The second reason is purely moral. The presence of a trophy enemy weapon in a person testified to his valor, daring, in the end, shelling no less weighty and visible than a medal or order, which, especially at the beginning of the war, only a few could boast. Not that they did not deserve it - they were rarely awarded then. Yes, some photographs from the family archives, in which yesterday's boys parabellum parabellum or Waltera, clearly showing off, cause a smile. Just don't forget how they got these things. And at the same time, the fact that these boys who survived in 1945 smashed the "millennial Reich" into small smithereens.
Well, the third reason is purely mercantile and down-to-earth. War has its own laws - both written and unwritten. Relationships arise between people that do not fully fit into the framework of the charter. And the war also has its own "currency": smoke, alcohol, food not from the "common pot". And the weapon, of course, is such that it could become an enviable gift with which you can "resolve the issue" with some staff officer. After all, he also has a trophy for hunting, but where can he get it? And you, for example, need to transfer to another part or urgently go on vacation, or even bother for one of your comrades in arms in some matter. Why not respect the right person? In the end, a trophy pistol could simply be exchanged for something useful or tasty.

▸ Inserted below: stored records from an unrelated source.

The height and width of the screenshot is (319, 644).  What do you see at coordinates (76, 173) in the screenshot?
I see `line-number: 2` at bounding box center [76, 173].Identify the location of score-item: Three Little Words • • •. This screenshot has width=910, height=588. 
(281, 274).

By the way, trophy German pistols were considered a particularly valuable "souvenir" among one very specific category of pilots. Specifically - from the pilots who delivered cargo for the front line to our glorious partisans. After all, it seems that a person does the most necessary thing - without the help of the "Big Land", the people's avengers can not. And still not a fighter, not a bomber. So, some kind of "truck" ... I got this detail from the memoirs of some partisan commanders - pilots with the coveted trophies they wholeheartedly presented. And what? Good people are happy, but they themselves have such good - in bulk.

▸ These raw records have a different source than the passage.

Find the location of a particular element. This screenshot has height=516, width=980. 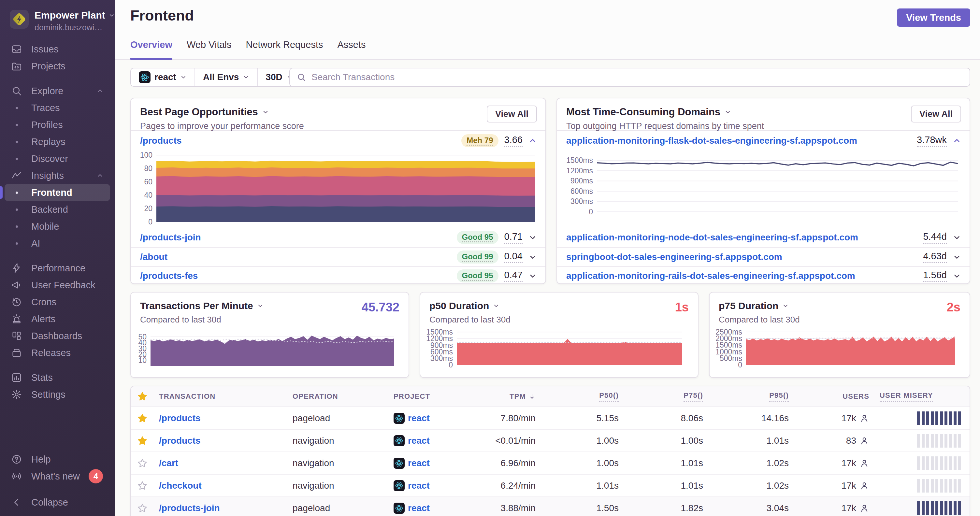

tab-network-requests: Network Requests is located at coordinates (285, 50).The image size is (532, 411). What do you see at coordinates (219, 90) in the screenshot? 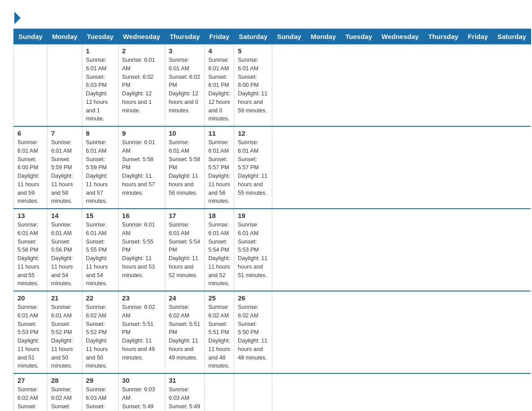
I see `day-info: Sunrise: 6:01 AM Sunset: 6:01 PM Dayligh…` at bounding box center [219, 90].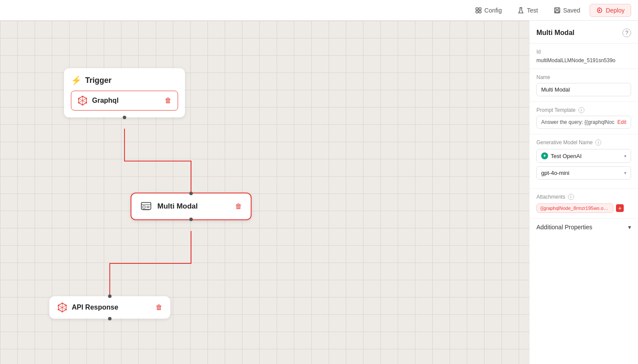  I want to click on attachment-text: {{graphqlNode_8rmzr195wo.outp, so click(575, 208).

These are, in fact, all the real, not far-fetched reasons for the popularity of German pistols among the soldiers and commanders of the Red Army during the Great Patriotic War. No one thought to replace them with powerful, reliable, long-range service TTs and Nagans. They played the role of nothing more than an additional, spare weapon, or even a front-line "currency". We have defeated the enemy with our Soviet weapons - and there is nothing to write about!